If you previously saw garbled container names in notifications during container updates, this was caused by the temporary alias leaking through. This is resolved as of v1.5.0.

Self-update leaves container stopped

Drydock updates itself using a helper container pattern: it renames the old container, creates a new one with the updated image, then spawns a short-lived helper container that stops the old container, starts the new one, and removes the old one on success. If the new container fails to start, the helper restarts the old container as a fallback.

For this to work:

  • The Docker socket must be bind-mounted at /var/run/docker.sock
  • The Docker trigger must be enabled
  • Drydock must be able to create temporary helper containers

If the container ends up stopped, check docker logs drydock-old-* for the helper container output. See Self-Update for the full sequence.

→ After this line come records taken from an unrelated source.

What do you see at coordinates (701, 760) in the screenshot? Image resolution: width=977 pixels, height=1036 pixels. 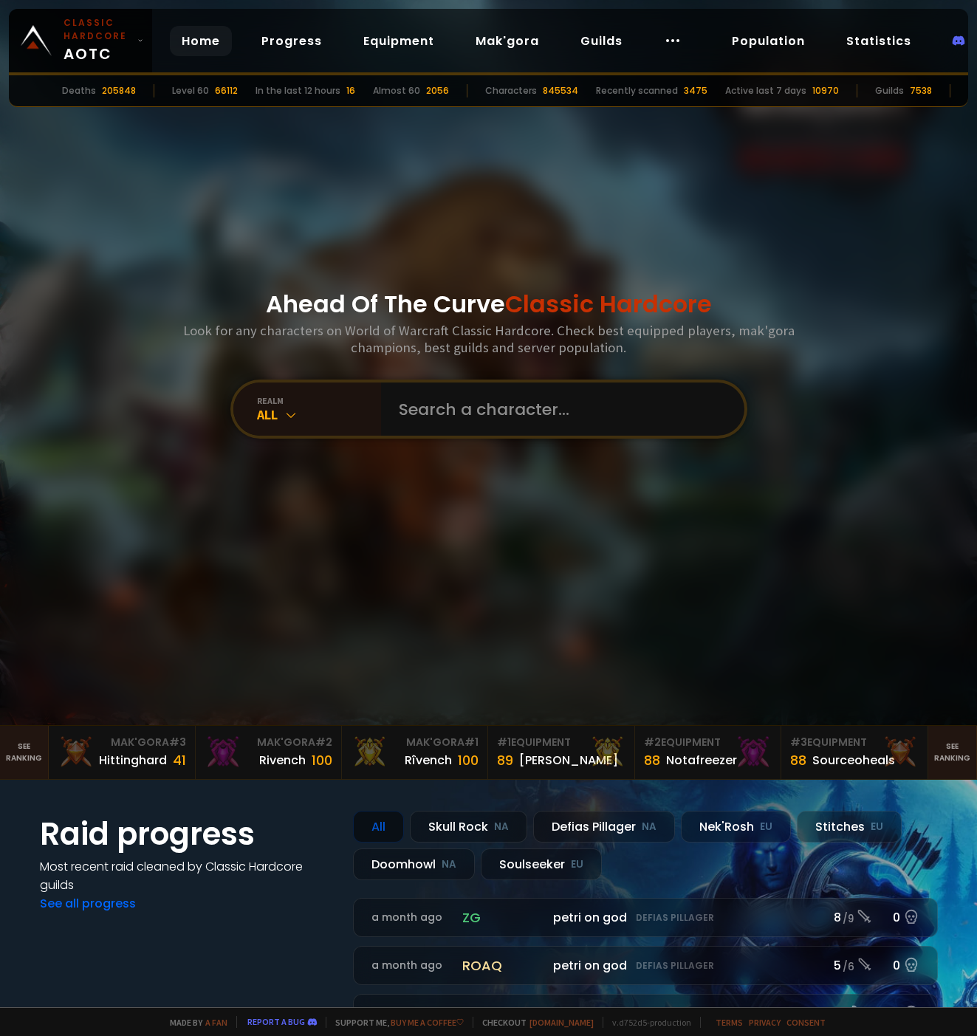 I see `div: Notafreezer` at bounding box center [701, 760].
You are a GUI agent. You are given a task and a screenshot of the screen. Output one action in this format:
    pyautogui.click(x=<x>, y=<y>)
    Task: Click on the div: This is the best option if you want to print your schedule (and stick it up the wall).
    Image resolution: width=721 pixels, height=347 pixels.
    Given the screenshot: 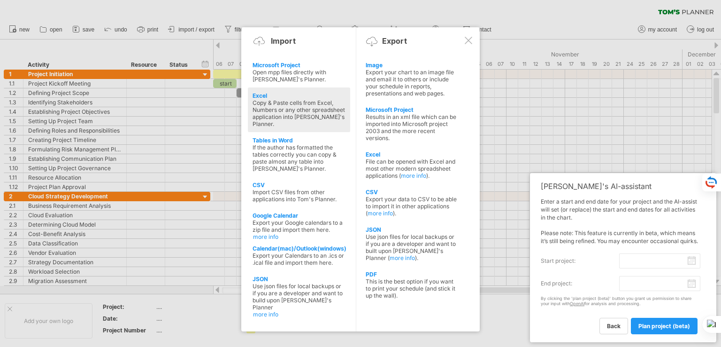 What is the action you would take?
    pyautogui.click(x=412, y=288)
    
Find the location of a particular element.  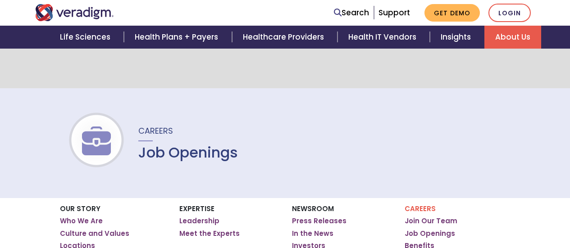

a: Health Plans + Payers is located at coordinates (177, 37).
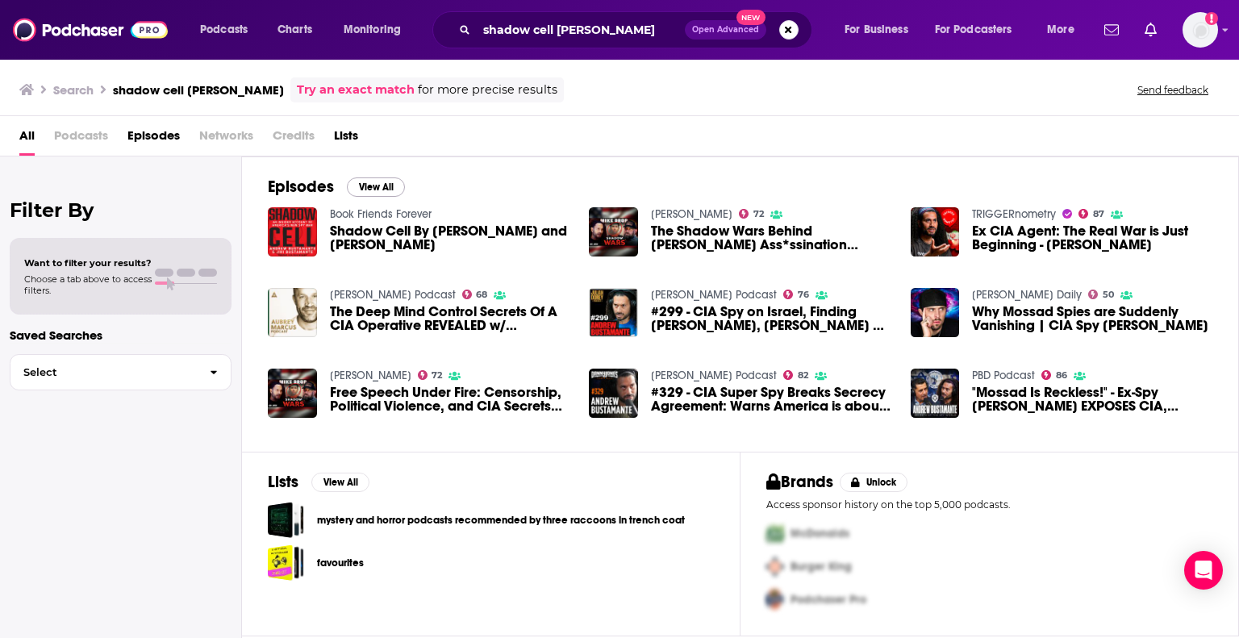 The height and width of the screenshot is (638, 1239). I want to click on span: 68, so click(481, 294).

Legacy WUD environment variables or labels

Drydock accepts legacy WUD_* environment variables and wud.* container labels as fallback, but emits deprecation warnings when they are used. Each legacy fallback increments the dd_legacy_input_total{source,key} Prometheus counter.

To convert your configuration in place, use the built-in migration CLI:

# Preview changes without writing
docker exec drydock node dist/index.js config migrate --dry-run

# Apply migration to a specific file
docker exec drydock node dist/index.js config migrate --file /path/to/compose.yml

See the Quick start for the recommended DD_* / dd.* configuration format.